Rowing, particularly sculling, inflicts on the individual in every race a level of pain associated with few other sports. There was certainly pain in football during a head-on collision, pain in other sports on the occasion of a serious injury. That was more the threat of pain; in rowing there was the absolute guarantee of it every time.
We are taught to view pain as an enemy, not a teacher. But pain is the right hand of growth and transformation. Pain is in the history of all human wisdom. — © Ani DiFranco
We are taught to view pain as an enemy, not a teacher. But pain is the right hand of growth and transformation. Pain is in the history of all human wisdom.
Of pain you could wish only one thing: that it should stop. Nothing in the world was so bad as physical pain. In the face of pain there are no heroes.
The depressed person was in terrible and unceasing pain, and the impossibility of sharing or articulating this pain was itself a component of the pain and a contributing factor in its essential horror.
No one wants pain. Not even long-time, mature Christians who want to grow. We will always find ways to avoid pain. Pain itself is a bad thing.
What makes me unusually intense is that I personalize the pain of war, the pain of children being killed, the pain of a 16-year-old who has been permanently cheated by his school and cannot read.
The more pain that's referenced or implied, the deeper the laugh can be because the laughter heals the pain. So you've got to have the pain, and then you have the laugh.
[The] majority of the girls working there had major emotional problems. And not cries-too-much emotional problems; more like stabs-her-boyfriend-with-a-steak-knife-then-falls-into-a-corner-and-starts-whispering-to-herself emotional problems.
There are two types of pain. There is the pain of loss, which you can recover. And then, there is the pain of regret which never goes away.
The pain of life is pure salt; no more, no less. The amount of pain in life remains the same, exactly the same. But the amount of bitterness we taste depends on the container we put the pain in. So when you are in pain, the only thing you can do is to enlarge your sense of thingsstop being a glass. Become a lake.

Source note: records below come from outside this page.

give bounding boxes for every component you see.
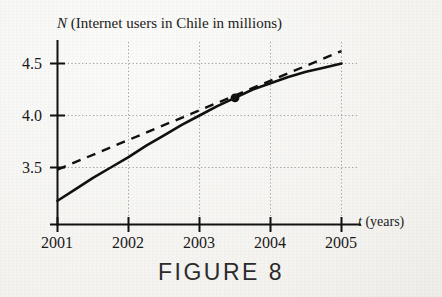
x-axis-title: t (years): [358, 215, 404, 229]
x-axis-title-rest: (years): [362, 214, 404, 229]
x-tick-label-2004: 2004: [244, 235, 296, 251]
chart-title: N (Internet users in Chile in millions): [57, 16, 282, 31]
x-tick-label-2005: 2005: [315, 235, 367, 251]
figure-8-container: N (Internet users in Chile in millions) …: [0, 0, 442, 297]
figure-caption: FIGURE 8: [0, 259, 442, 286]
x-tick-label-2001: 2001: [31, 235, 83, 251]
y-tick-label-4-5: 4.5: [8, 56, 42, 72]
tangent-point-marker: [231, 93, 240, 102]
chart-plot: [0, 0, 442, 297]
x-tick-label-2002: 2002: [102, 235, 154, 251]
gridlines-vertical: [129, 42, 342, 223]
chart-title-variable: N: [57, 15, 67, 31]
y-tick-label-4-0: 4.0: [8, 108, 42, 124]
x-tick-label-2003: 2003: [173, 235, 225, 251]
chart-title-rest: (Internet users in Chile in millions): [67, 15, 282, 31]
y-tick-label-3-5: 3.5: [8, 160, 42, 176]
tangent-line-dashed: [58, 51, 342, 170]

Jesus, I wondered, what do you do with pain so bad it has no redeeming value? It cannot even be alchemized into art, into words, into something you can chalk up to an interesting experience because the pain itself, its intensity, is so great that it has woven itself into your system so deeply that there is no way to objectify or push it outside or find its beauty within. That is the pain I’m feeling now. Its so bad, its useless. The only lesson I will ever derive from this pain is how bad pain can be.
What actors need to do is to find a way to show people their despair, their joy, their pain, their exhilaration. All of these deep, deep emotional things - good and bad - so that if you're able to do that, then there's a kind of resonance that happens.
The best way to get rid of the pain is to feel the pain. And when you feel the pain and go beyond it, you'll see there's a very intense love that is wanting to awaken itself.
Looking to any angry, anxious, or otherwise stressed emotional state to help you sort out the pain you're in is like trying to organize your monthly bills by throwing them into a blender
Anger is remembered pain, fear is anticipated pain, guilt is self directed pain, depression is depletion of energy. Cure-return to love& joy — © Deepak Chopra
Anger is remembered pain, fear is anticipated pain, guilt is self directed pain, depression is depletion of energy. Cure-return to love& joy
I have seen pain. I can feel the pain of those who undergo it. Pain gets transferred to those who see someone suffering.
A big part of pain is the subjective reaction of trying to revolt against pain. If it's there, it's better to deal with it. Most of it is "I cannot stand it," and that component is enhancing pain so much.
You can't ever guess at life, at pain. All pain is real, and all pain is personal. It's the most personal thing we have. It eats each of us differently.